Pennsylvania was built on cooperation. Long before grants, tax credits, or line items in a budget, communities gathered for barn raisings. Across our Commonwealth and right here in Adams County, when a neighbor needed a barn, everyone showed up. Families brought timber, tools, food, and labor. No one asked for an invoice. No one asked how often they’d personally use the barn. They participated because strong neighbors meant a strong community.
Participation in 18th- and 19th-century barn raisings was not legally required—but it was effectively mandatory. These events were expected acts of mutual aid, much like harvesting. Not participating was rare and socially costly; opting out was not how communities functioned.
That ethic hasn’t disappeared, but today, the work looks different. Instead of a barn, the project might be a public park, a new museum, or a much-needed welcome center. The tools are modern. The regulations are heavier. The price tag is larger. But the underlying question is the same: are we willing to pay our share for something that benefits us all? Or, do we find excuses not to?
After eight years of planning, coordination, and public discussion, construction of the Gettysburg Welcome Center will begin this month, with a grand opening anticipated this fall. That timeline matters. This project is not rushed, speculative, or half-baked. It reflects strategic planning, community input, deliberate choices, and sustained commitment—exactly the kind of groundwork that barn raisings depended on back in the day.
The welcome center is not a luxury. It is a long-overdue investment in basic infrastructure for a town that hosts millions of visitors each year. It will create a walkable downtown. It will provide orientation, education, and first impressions. It will support local businesses by increasing foot traffic. Like a barn in the 1800s, it serves a practical purpose.
Some ask why they should contribute if they won’t personally use the building. Others argue that tourism organizations, government, or “someone else” should cover the cost. That kind of thinking would have stopped every barn raising cold! Not every neighbor stored hay in that barn—but everyone understood that a working farm strengthened the entire community.
Paying one’s share isn’t about charity; it’s about reciprocity. Gettysburg’s economy depends on visitors. Visitors depend on a welcoming experience. Businesses depend on visitors who stay longer and spend more. The Gettysburg Welcome Center sits squarely in the middle of that ecosystem.
There’s also a fiscal reality: underinvestment costs us more later. Deferred investment becomes a drag on the economy in the long run. That’s not frugal; it’s shortsighted.
Barn raisings worked because accountability was visible. By sundown, you could see progress. Modern projects demand the same principle—transparency, defined outcomes, and responsible stewardship. Those expectations are reasonable, and information is disclosed and available. What isn’t reasonable is enjoying the benefits of a tourism-driven community without contributing to it.
Barn raisings were never about warm feelings. They were about shared success and mutual obligation. Even today, in our Amish communities, barn raisings continue, and participation remains strong—not because it’s mandatory, but because of what is at stake.
The Gettysburg Welcome Center—years in the making and now finally moving to reality—is a modern expression of an old Pennsylvania value: if you benefit from it, you help build it.
The question isn’t whether we can afford to pay our share. It’s whether we can afford not to.
This is our barn raising. Give your share at www.mainstreetgettysburg.org/donate or www.adamscountycf.org.
Please contact me anytime: (717) 337-3491, or jsellers@mainstreetgettysburg.org.
Jill Sellers is President and Chief Executive Officer of Main Street Gettysburg. She lives in Adams County with her husband Shane, and their two sons, Joshua (21) and Caleb (17).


◆ **Brief**
Go through the records below and show every line with the string "interracial".

(Collected data)
▬▬▬

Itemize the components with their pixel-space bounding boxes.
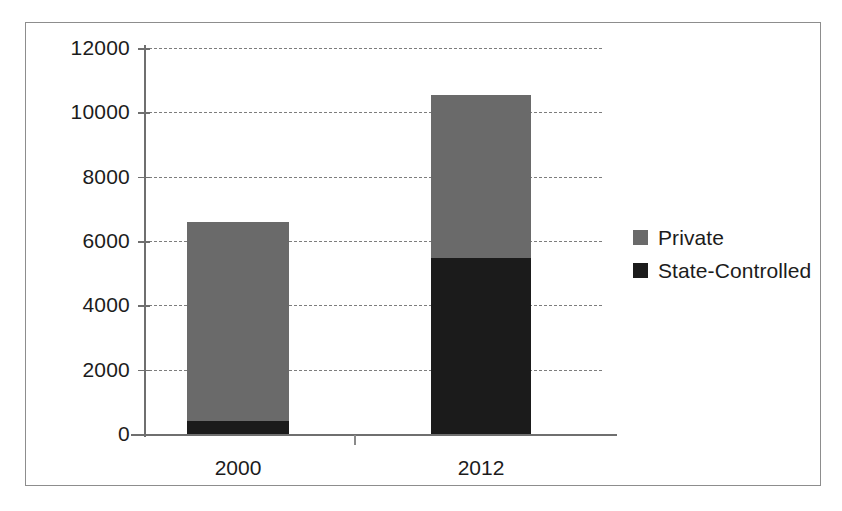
y-tick-label-10000: 10000 [71, 100, 130, 124]
y-tick-label-6000: 6000 [82, 229, 130, 253]
gridline-12000 [144, 48, 602, 49]
bar-segment-2000-state-controlled[interactable] [187, 421, 289, 434]
y-tick-label-0: 0 [118, 422, 130, 446]
gridline-10000 [144, 112, 602, 113]
legend-item-state-controlled[interactable]: State-Controlled [633, 254, 811, 287]
y-tick-4000 [138, 305, 150, 307]
chart-frame: 12000 10000 8000 6000 4000 2000 0 2000 2… [25, 22, 821, 486]
y-tick-8000 [138, 177, 150, 179]
legend-label-private: Private [658, 226, 724, 250]
y-tick-10000 [138, 112, 150, 114]
gridline-8000 [144, 177, 602, 178]
x-axis-mid-tick [354, 435, 356, 445]
x-tick-label-2000: 2000 [158, 456, 318, 480]
bar-segment-2012-state-controlled[interactable] [431, 258, 531, 434]
bar-segment-2000-private[interactable] [187, 222, 289, 421]
y-tick-0 [138, 434, 150, 436]
y-tick-label-4000: 4000 [82, 293, 130, 317]
y-tick-2000 [138, 370, 150, 372]
x-axis-line [131, 434, 617, 436]
bar-2012[interactable]: 2012 [431, 95, 531, 434]
legend-label-state-controlled: State-Controlled [658, 259, 811, 283]
chart-legend: Private State-Controlled [633, 221, 811, 287]
legend-swatch-state-controlled-icon [633, 263, 648, 278]
y-tick-6000 [138, 241, 150, 243]
x-tick-label-2012: 2012 [401, 456, 561, 480]
legend-item-private[interactable]: Private [633, 221, 811, 254]
y-tick-12000 [138, 48, 150, 50]
y-tick-label-2000: 2000 [82, 358, 130, 382]
legend-swatch-private-icon [633, 230, 648, 245]
bar-segment-2012-private[interactable] [431, 95, 531, 258]
y-tick-label-8000: 8000 [82, 165, 130, 189]
bar-2000[interactable]: 2000 [187, 222, 289, 434]
y-tick-label-12000: 12000 [71, 36, 130, 60]
plot-area: 12000 10000 8000 6000 4000 2000 0 2000 2… [144, 48, 602, 434]
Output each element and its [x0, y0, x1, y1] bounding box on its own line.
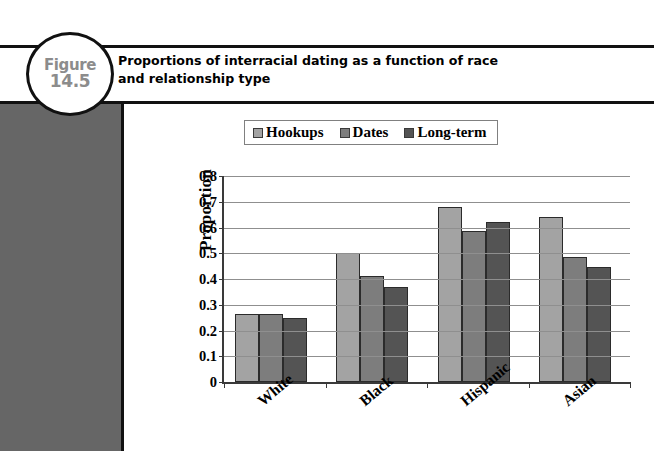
x-axis-tick-mark — [326, 382, 327, 388]
legend-item[interactable]: Long-term — [404, 124, 486, 141]
y-axis-tick-mark — [219, 279, 224, 280]
y-axis-tick-label: 0.4 — [199, 271, 217, 288]
y-axis-tick-mark — [219, 228, 224, 229]
y-axis-tick-label: 0 — [210, 374, 217, 391]
y-axis-tick-mark — [219, 305, 224, 306]
y-axis-tick-mark — [219, 202, 224, 203]
left-gray-panel — [0, 104, 124, 451]
gridline — [224, 253, 630, 254]
gridline — [224, 279, 630, 280]
legend-swatch-icon — [253, 128, 263, 138]
figure-badge-number: 14.5 — [50, 73, 90, 90]
bar — [259, 314, 283, 382]
gridline — [224, 228, 630, 229]
bar — [563, 257, 587, 382]
y-axis-tick-label: 0.7 — [199, 193, 217, 210]
y-axis-tick-mark — [219, 331, 224, 332]
figure-title-line-2: and relationship type — [118, 70, 538, 88]
x-axis-tick-mark — [224, 382, 225, 388]
figure-number-badge: Figure 14.5 — [26, 32, 114, 116]
bar — [539, 217, 563, 382]
legend-label: Hookups — [266, 124, 324, 141]
legend-label: Long-term — [417, 124, 486, 141]
x-axis-tick-mark — [529, 382, 530, 388]
y-axis-tick-label: 0.1 — [199, 348, 217, 365]
legend-item[interactable]: Hookups — [253, 124, 324, 141]
bar — [587, 267, 611, 382]
gridline — [224, 176, 630, 177]
gridline — [224, 356, 630, 357]
figure-title: Proportions of interracial dating as a f… — [118, 52, 538, 89]
gridline — [224, 202, 630, 203]
bar — [235, 314, 259, 382]
legend-item[interactable]: Dates — [340, 124, 389, 141]
bar — [336, 253, 360, 382]
y-axis-tick-label: 0.2 — [199, 322, 217, 339]
legend-label: Dates — [353, 124, 389, 141]
y-axis-tick-mark — [219, 356, 224, 357]
legend-swatch-icon — [340, 128, 350, 138]
x-axis-tick-mark — [630, 382, 631, 388]
bar — [384, 287, 408, 382]
gridline — [224, 331, 630, 332]
chart-legend: HookupsDatesLong-term — [244, 120, 498, 145]
bar — [360, 276, 384, 382]
y-axis-tick-label: 0.5 — [199, 245, 217, 262]
y-axis-tick-label: 0.8 — [199, 168, 217, 185]
gridline — [224, 305, 630, 306]
bar-chart: HookupsDatesLong-term Proportion 0.80.70… — [127, 104, 654, 451]
legend-swatch-icon — [404, 128, 414, 138]
y-axis-tick-label: 0.3 — [199, 296, 217, 313]
y-axis-tick-label: 0.6 — [199, 219, 217, 236]
y-axis-tick-mark — [219, 253, 224, 254]
y-axis-tick-mark — [219, 176, 224, 177]
figure-title-line-1: Proportions of interracial dating as a f… — [118, 52, 538, 70]
bar — [486, 222, 510, 382]
figure-page: Figure 14.5 Proportions of interracial d… — [0, 0, 654, 451]
plot-area: 0.80.70.60.50.40.30.20.10WhiteBlackHispa… — [222, 176, 630, 384]
x-axis-tick-mark — [427, 382, 428, 388]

▬▬▬

◆ **Reply to the task**
figure-title: Proportions of interracial dating as a f… — [118, 52, 538, 89]
figure-title-line-1: Proportions of interracial dating as a f… — [118, 52, 538, 70]
figure-page: Figure 14.5 Proportions of interracial d… — [0, 0, 654, 451]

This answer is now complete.